WORK INSTRUCTIONS: Please reproduce the entries below exactly from the line with "The height and" through their last line, leaving out any pictures.

Items from a dataset
Start of Block

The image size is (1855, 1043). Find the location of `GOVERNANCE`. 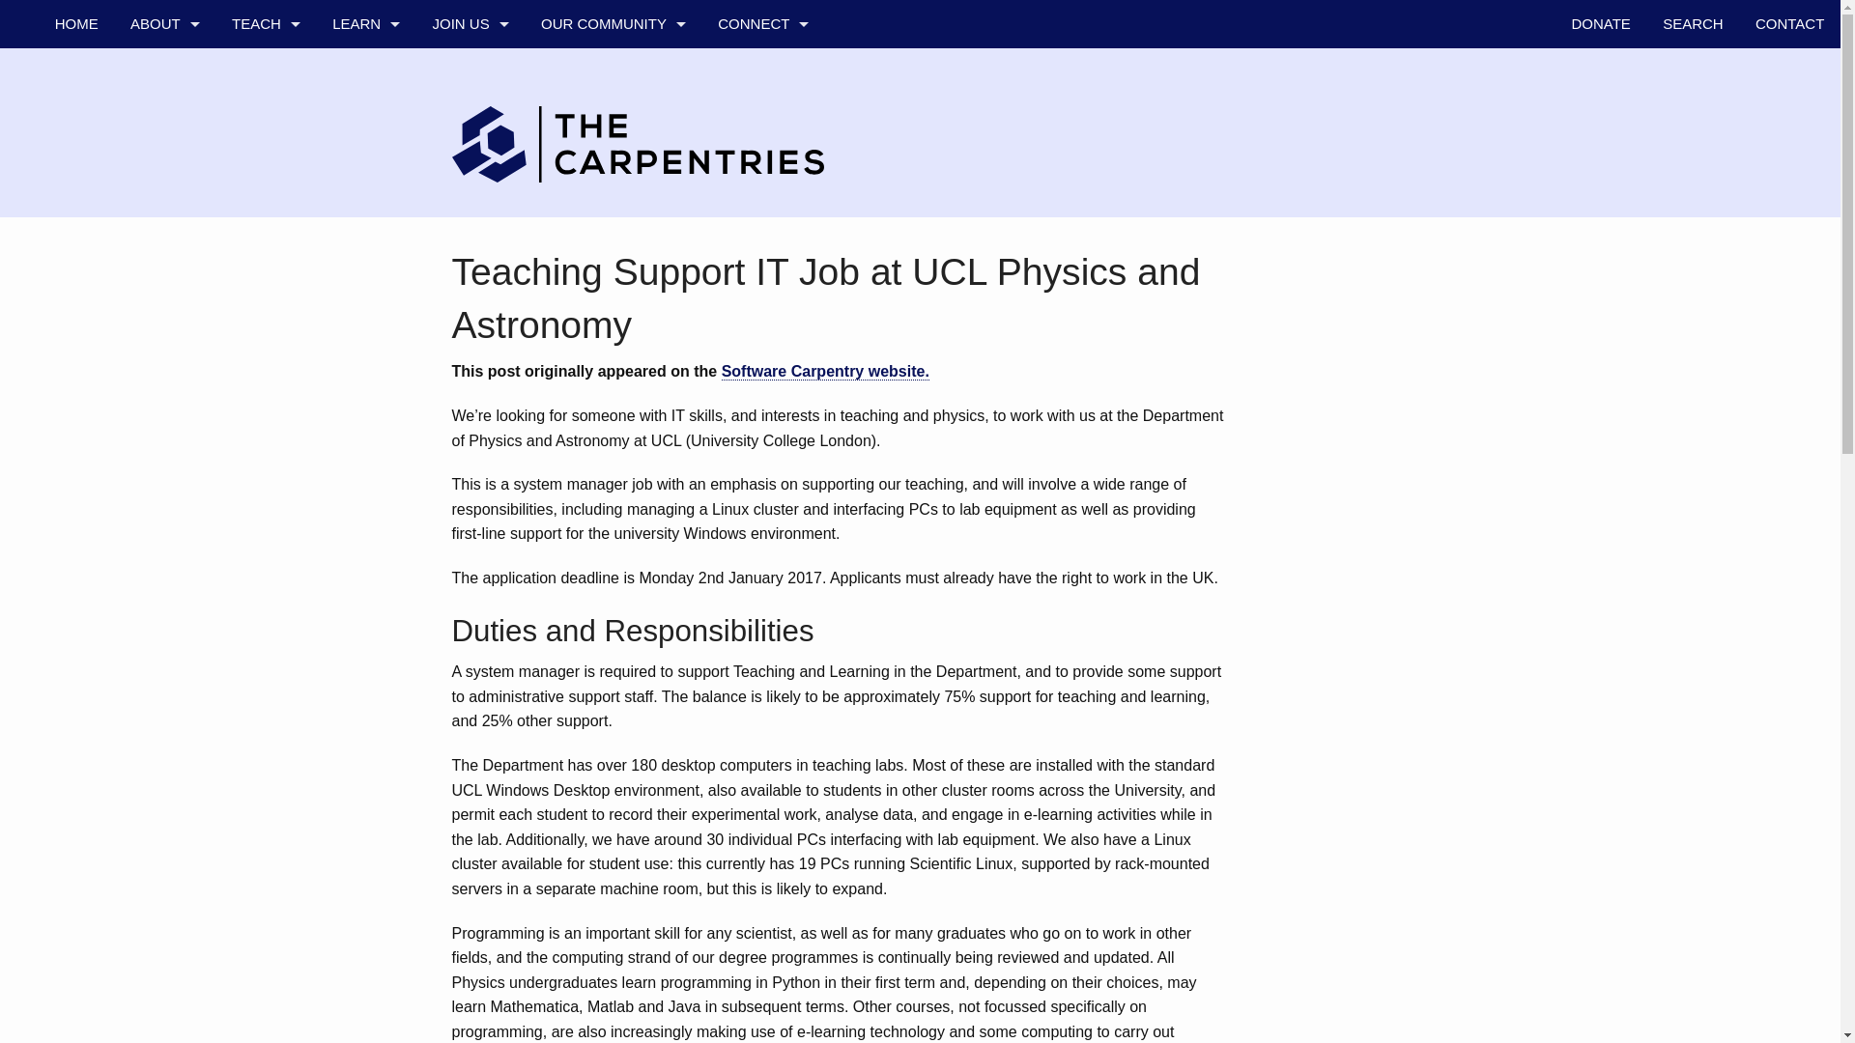

GOVERNANCE is located at coordinates (164, 216).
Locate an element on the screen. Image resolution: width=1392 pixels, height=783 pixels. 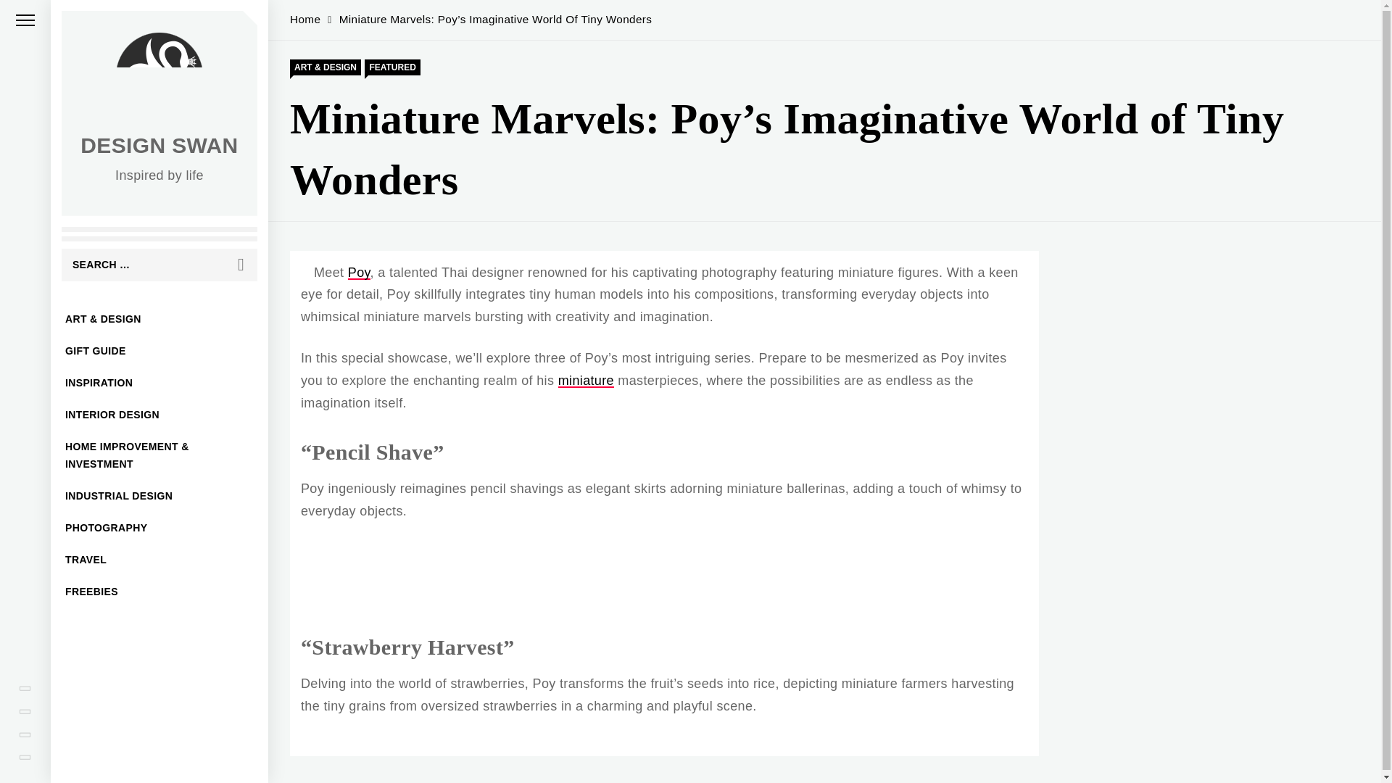
DESIGN SWAN is located at coordinates (159, 145).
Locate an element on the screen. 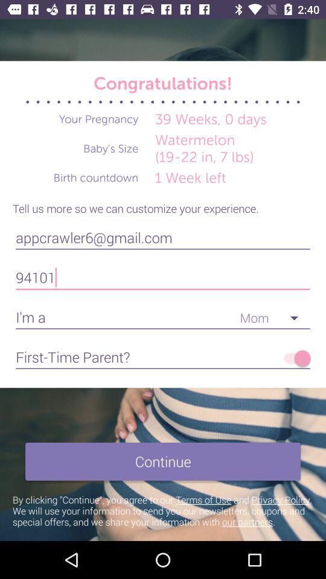  launch the item below tell us more is located at coordinates (163, 238).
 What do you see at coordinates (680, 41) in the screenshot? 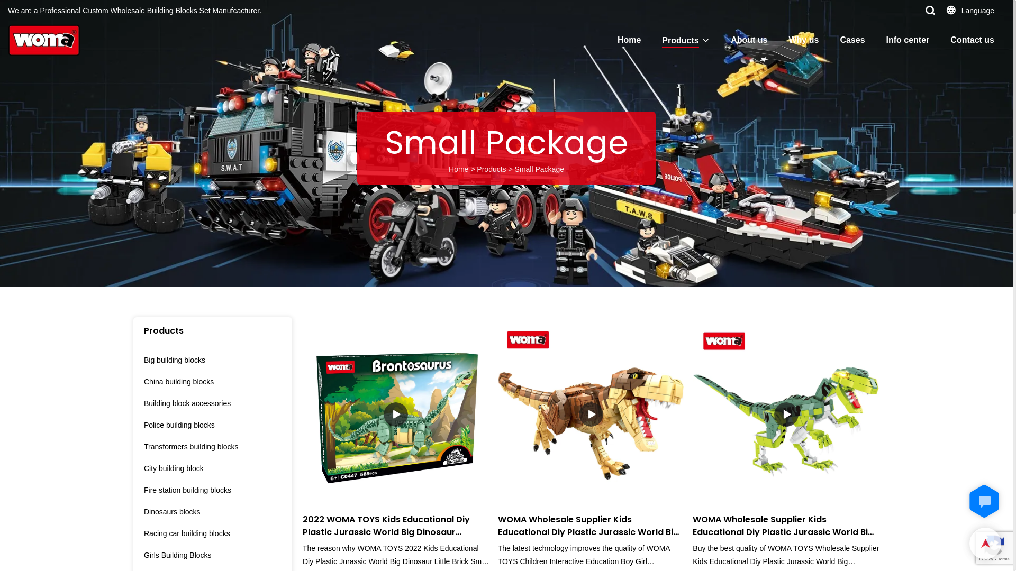
I see `Products` at bounding box center [680, 41].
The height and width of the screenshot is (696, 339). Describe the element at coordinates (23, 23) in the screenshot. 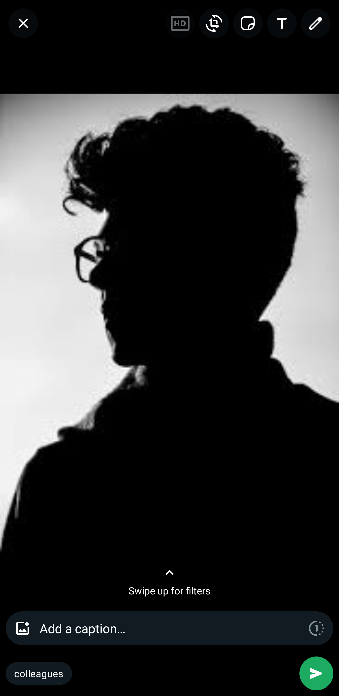

I see `Back` at that location.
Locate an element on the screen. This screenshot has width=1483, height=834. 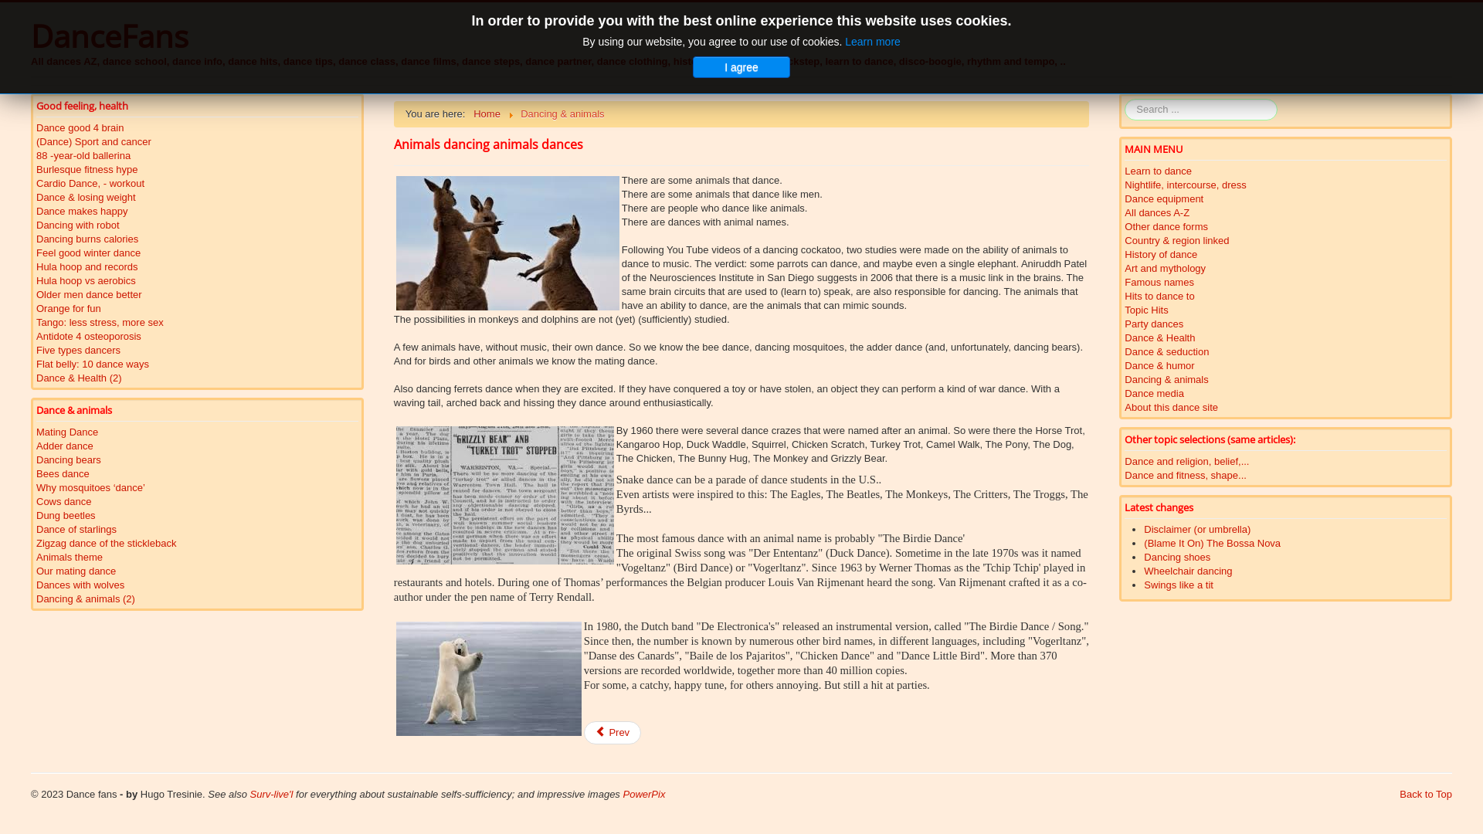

End of Block

RESPONSE AREA:
The height and width of the screenshot is (696, 339). Describe the element at coordinates (23, 23) in the screenshot. 

I see `Back` at that location.
Locate an element on the screen. This screenshot has width=1483, height=834. 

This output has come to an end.